Surely this is quality control at its finest? every project has its project manager. Everyone is free to write their own applications without Linus controlling them, he just looks after his project which happens to be the kernel. Without strict quality control the kernel would be a right old dogs dinner by now.
It's not a SPF - if you want to run a kernel without the NUMA, go right ahead. If you want to run a kernel with DRM support, go right ahead. It's opensource - that's the whole point.
Linus decides what goes into his tree. You decide what goes into your tree. If you don't have the time or skill to build your own tree, pick someone you trust, and use thiers.
Sorry if this seems rude, but it sounds like someone crying 'sour grapes.' Do a little research and you can easily find news group discussions about the profiteer who wanted to charge people to use the name Linux. The parent post is correct about your opportunity to fork a better implementation. It's a good thing my moderation points elapsed. I would have been looking for a crybaby option ;-)
Remember those good ol' days?
Proproetary companies are not despised. Most proprietary software is. Hardware companies that refuse to release driver level documentation are. Companies are not (unless everything that they do falls into the above catagories).
Thus: Proprietry hardware companies that give open documentation are not 'despised'. Companies that write GPL code are not 'despised'. They are valuable members of the linux comunity.

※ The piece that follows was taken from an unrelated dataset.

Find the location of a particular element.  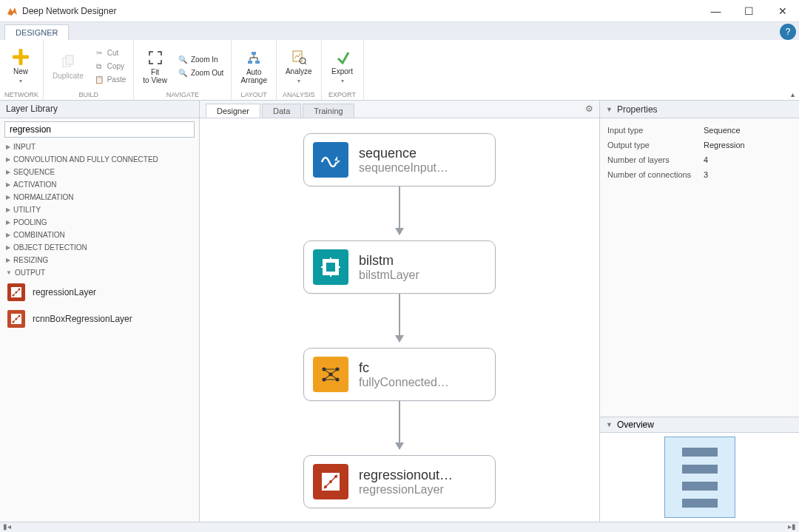

export-button: Export ▾ is located at coordinates (343, 67).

Because if it's GPL, and good, it gets in. It's not any more a handout than if you wrote some code, and submited it. There is nothing special about corporate ownership. If you have a problem with corporate submissions, you can modifiy the kernel, to remove their work. It's not a problem for me, or for the vast majority of the linux using comunity. I think that you seem to percive (or hold) an anti-corporate stance that is not representative of the comunity at large.